DCA's Product Lifecycle Services
Product lifecycle has been under constant redefinition over the past decades. Driven by changes in the concepts of downstream responsibility for customer satisfaction, warranty support, and recapture, it has become necessary to plan product life well beyond the shipping dock. As product operating lifetimes begin clashing with component lifecycles and availability, warranty support and end–of–life component inventories for lifetime product support become critical items. Producer responsibility is now being extended by statute to recapture and reprocessing of the spent products post-life. This along with new and robust accounting rules are forcing companies to come to grips with proper warranty and end-of-life financial reserves that affect their company’s bottom line finances thus driving a new focus into product lifecycle planning.

To better understand the product lifecycle concept and complexities, DCA has developed the figure shown above. This represents a stylized depiction of a typical product lifecycle broken into 6 major phases from product concept through disposal and take-back. The following paragraphs give a brief description of the key elements of each phase.
It is during this conceptual phase of product development that the product’s functional and cost objectives, requirements, and initial specifications are determined before any actual design work occurs. This stage must also take into consideration existing and emerging environmental requirements that may impact the product during its lifecycle. These requirements include restrictions on the usage of certain materials, as well as additional requirements regarding power consumption and carbon footprint. Expect future regulations to look at the entire ecological impact of the product from raw material extraction to energy and hazardous substance issues associated with recapture and reuse or recycling. Do you know what these emerging regulations are? Do your product teams know? DCA can keep you informed and also insure your special needs are identified to those agencies drafting these new regulations and standards.
Product conception is complete, specifications are developed, and the project moves to the design teams. There are many areas to be focused on here:
Phase 2: Prototype and New Product Introduction/Launch
This phase includes design verification and manufacturing readiness.
Phase 3: Manufacturing & Production
The product is delivered to manufacturing and the ramp to volume begins. Here is where the proverbial rubber meets the road. Now we see how well we did in the earlier phases. Hopefully the qualification of your manufacturing partner has been thorough and complete. You should already know how they manage their raw material inventories to insure product and supply chain integrity and conformance to hazardous materials directives. Their processes should have already been qualified to the new SAC profiles and they have the proper training and skill necessary to insure quality in this new manufacturing environment. Your component engineering and materials management people have properly positioned the suppliers and staged the material necessary for launch. Your data systems are up-to-date and communicating properly with your subcontractors.
All systems are go and you can take a much needed break. – Wrong! Now is not the time to let down the guard. Constant surveillance is the key to continuing high quality production. Periodic supplier audits and reviews are necessary to keep processes aligned. Compliance audits requested by customers or governmental agencies require hoards of real-time data available upon demand. Everlasting vigilance is required to insure systems are properly built to specification without unapproved material substitutions or counterfeit parts.
How well does your company do? Are your product ramps timely and trouble-free? If you are having problems, DCA can help. With our Black-Belt certified quality engineers and our extensive industry experience, we can audit your systems and processes and make recommendations, train, or otherwise assist in taking corrective actions. We stand ready to deploy resources to your site(s) should you need help in any of these areas. Better yet, let us help proactively before the critical launch. We can provide a readiness audit that will ensure a trouble free product ramp.
Phase 4: Use and End of Life Support
Products are pouring off the line and into the hands of our customers. Our attention now turns to warranty support, upgrades, and End-of-Life (EOL) issues.
Now is the real test of how well you qualified the suppliers and the components and how robust your technology roadmap was.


#### HOW TO COMPLETE THIS TASK:
Set down each entry below exactly as written, keeping the pictures out.

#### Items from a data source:
□ □ □
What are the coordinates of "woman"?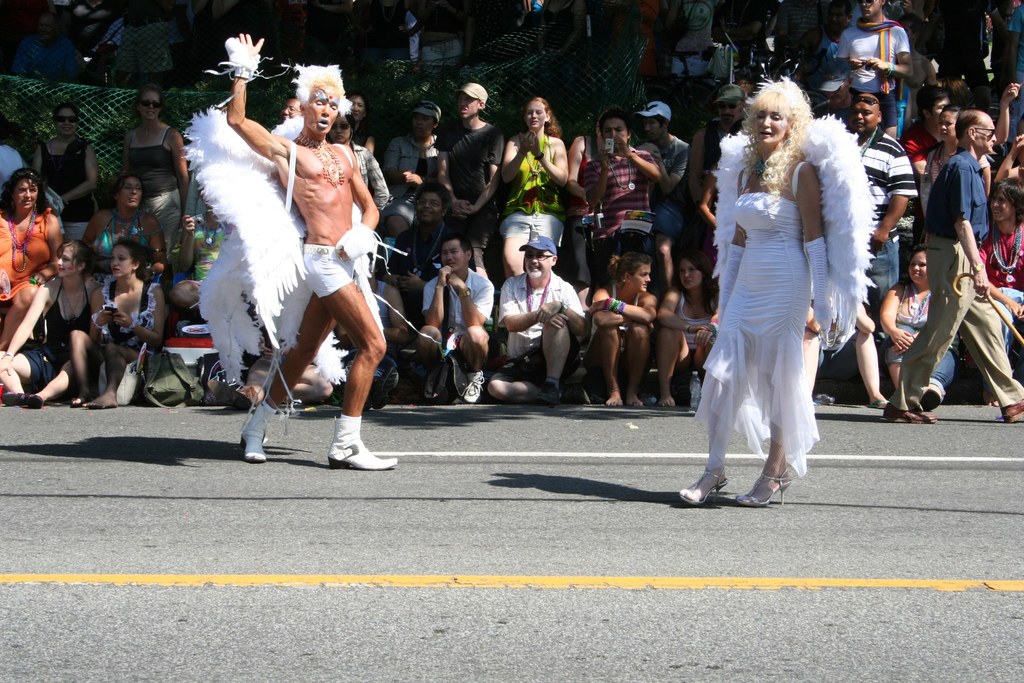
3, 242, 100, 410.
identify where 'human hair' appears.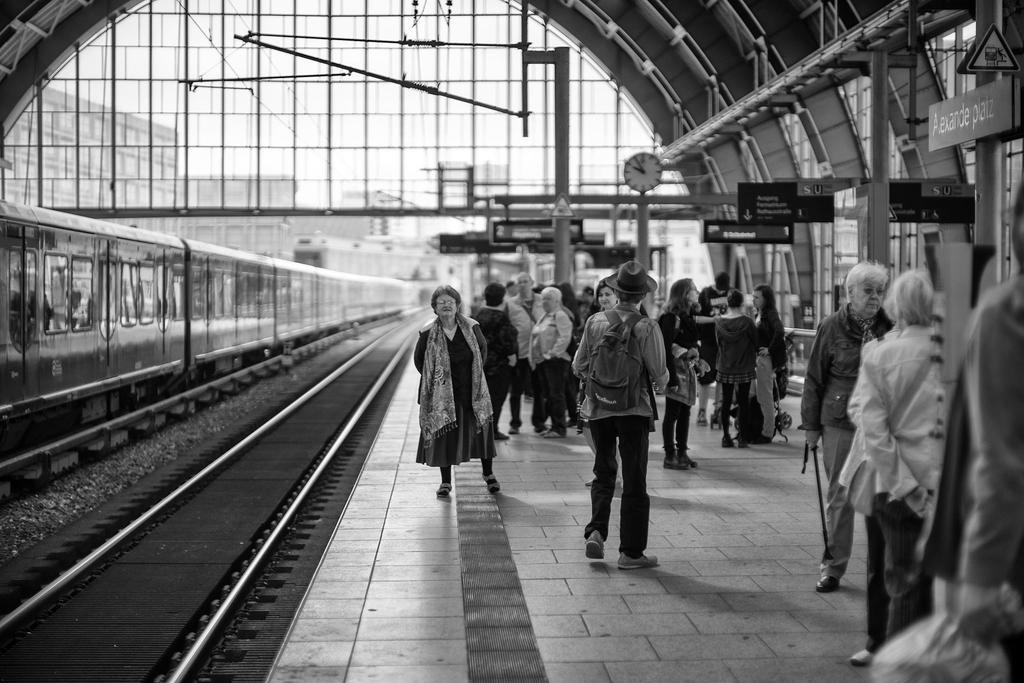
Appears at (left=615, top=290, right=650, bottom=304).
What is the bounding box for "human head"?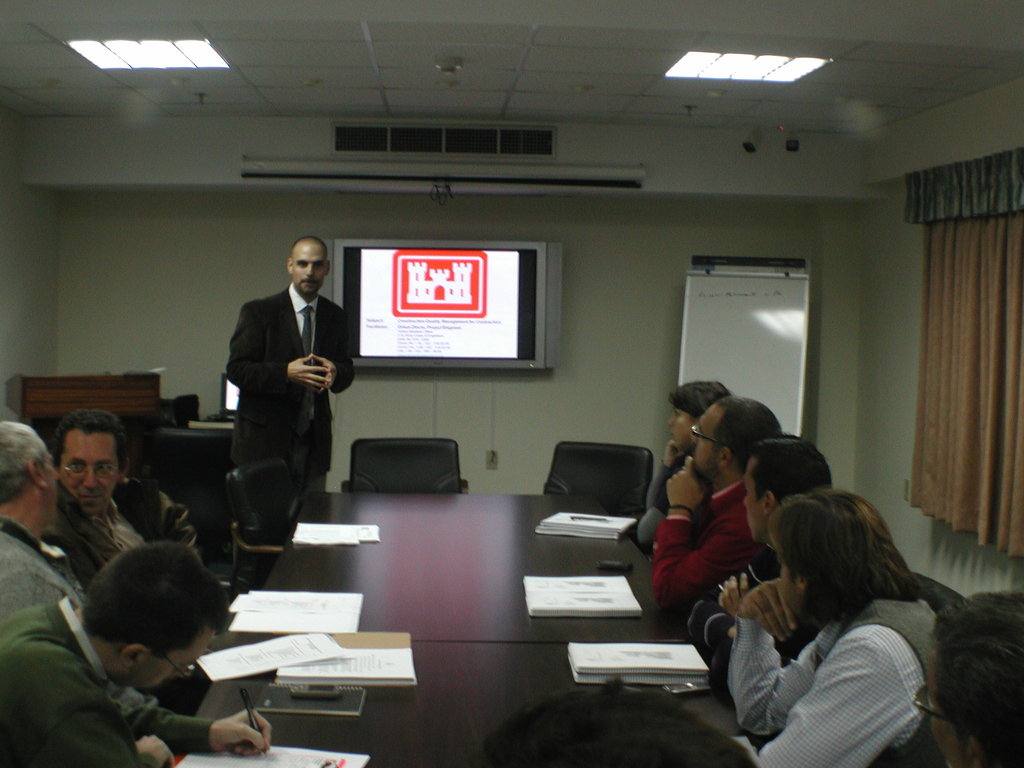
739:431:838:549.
□ □ □
#### EXERCISE SOLUTION:
What are the coordinates of "woman"?
3, 242, 100, 410.
identify where 'human hair' appears.
Appears at (left=615, top=290, right=650, bottom=304).
What is the bounding box for "human head"?
739:431:838:549.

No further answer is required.